Cross-building¶
Introduction¶
Different versions of Scala can be binary incompatible, despite maintaining source compatibility. This page describes how to use sbt to build and publish your project against multiple versions of Scala and how to use libraries that have done the same.
Publishing Conventions¶
The underlying mechanism used to indicate which version of Scala a library was compiled against is to append _<scala-version> to the library's name. For Scala 2.10.0 and later, the binary version is used. For example, dispatch becomes dispatch_2.8.1 for the variant compiled against Scala 2.8.1 and dispatch_2.10 when compiled against 2.10.0, 2.10.0-M1 or any 2.10.x version. This fairly simple approach allows interoperability with users of Maven, Ant and other build tools.
The rest of this page describes how sbt handles this for you as part of cross-building.
Using Cross-Built Libraries¶
To use a library built against multiple versions of Scala, double the first % in an inline dependency to be %%. This tells sbt that it should append the current version of Scala being used to build the library to the dependency's name. For example:
libraryDependencies += "net.databinder" %% "dispatch" % "0.8.0"
A nearly equivalent, manual alternative for a fixed version of Scala is:
libraryDependencies += "net.databinder" % "dispatch_2.10" % "0.8.0"
or for Scala versions before 2.10:
libraryDependencies += "net.databinder" % "dispatch_2.8.1" % "0.8.0"
Cross-Building a Project¶
Define the versions of Scala to build against in the cross-scala-versions setting. Versions of Scala 2.8.0 or later are allowed. For example, in a .sbt build definition:
crossScalaVersions := Seq("2.8.2", "2.9.2", "2.10.0")
To build against all versions listed in build.scala.versions, prefix the action to run with +. For example:
> + package
A typical way to use this feature is to do development on a single Scala version (no + prefix) and then cross-build (using +) occasionally and when releasing. The ultimate purpose of + is to cross-publish your project. That is, by doing:
> + publish
you make your project available to users for different versions of Scala. See Publishing for more details on publishing your project.
In order to make this process as quick as possible, different output and managed dependency directories are used for different versions of Scala. For example, when building against Scala 2.10.0,
- ./target/ becomes ./target/scala_2.1.0/
- ./lib_managed/ becomes ./lib_managed/scala_2.10/
Packaged jars, wars, and other artifacts have _<scala-version> appended to the normal artifact ID as mentioned in the Publishing Conventions section above.

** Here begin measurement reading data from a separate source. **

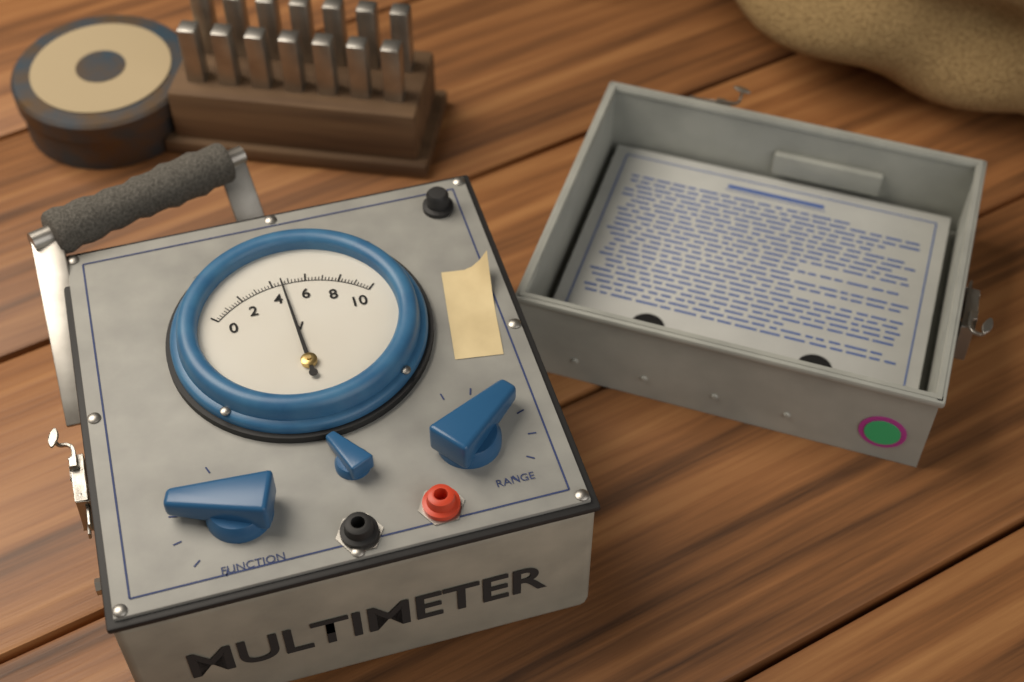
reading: 4.6 V
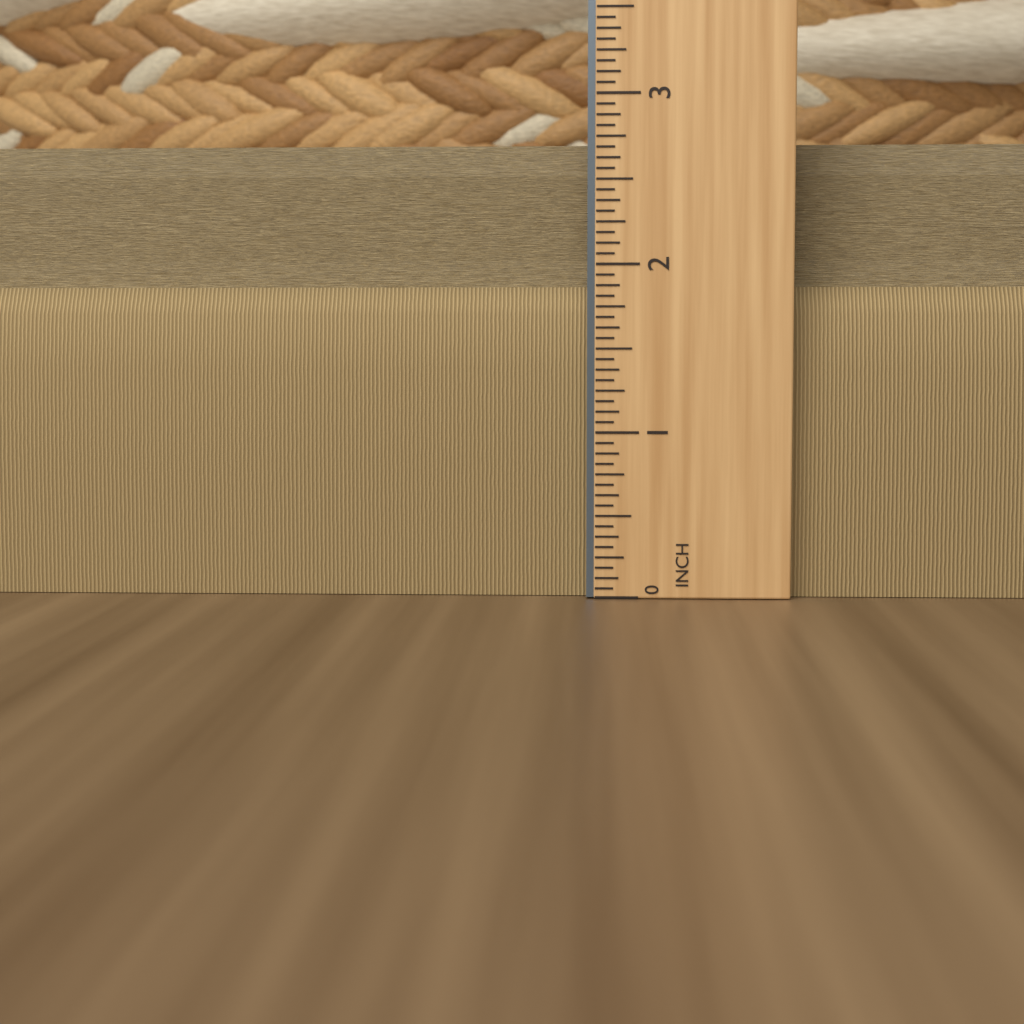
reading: 2.7500 in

This means that the outputs of each build against each version of Scala are independent of the others. sbt will resolve your dependencies for each version separately. This way, for example, you get the version of Dispatch compiled against 2.8.1 for your 2.8.1 build, the version compiled against 2.10 for your 2.10.x builds, and so on. You can have fine-grained control over the behavior for for different Scala versions by using the cross method on ModuleID These are equivalent:
"a" % "b" % "1.0"
"a" % "b" % "1.0" cross CrossVersion.Disabled
These are equivalent:
"a" %% "b" % "1.0"
"a" % "b" % "1.0" cross CrossVersion.binary
This overrides the defaults to always use the full Scala version instead of the binary Scala version:
"a" % "b" % "1.0" cross CrossVersion.full
This uses a custom function to determine the Scala version to use based on the binary Scala version:
"a" % "b" % "1.0" cross CrossVersion.binaryMapped {
case "2.9.1" => "2.9.0" // remember that pre-2.10, binary=full
case "2.10" => "2.10.0" // useful if a%b was released with the old style
case x => x
}
This uses a custom function to determine the Scala version to use based on the full Scala version:
"a" % "b" % "1.0" cross CrossVersion.fullMapped {
case "2.9.1" => "2.9.0"
case x => x
}
A custom function is mainly used when cross-building and a dependency isn't available for all Scala versions or it uses a different convention than the default.
As a final note, you can use ++ <version> to temporarily switch the Scala version currently being used to build (see Running for details).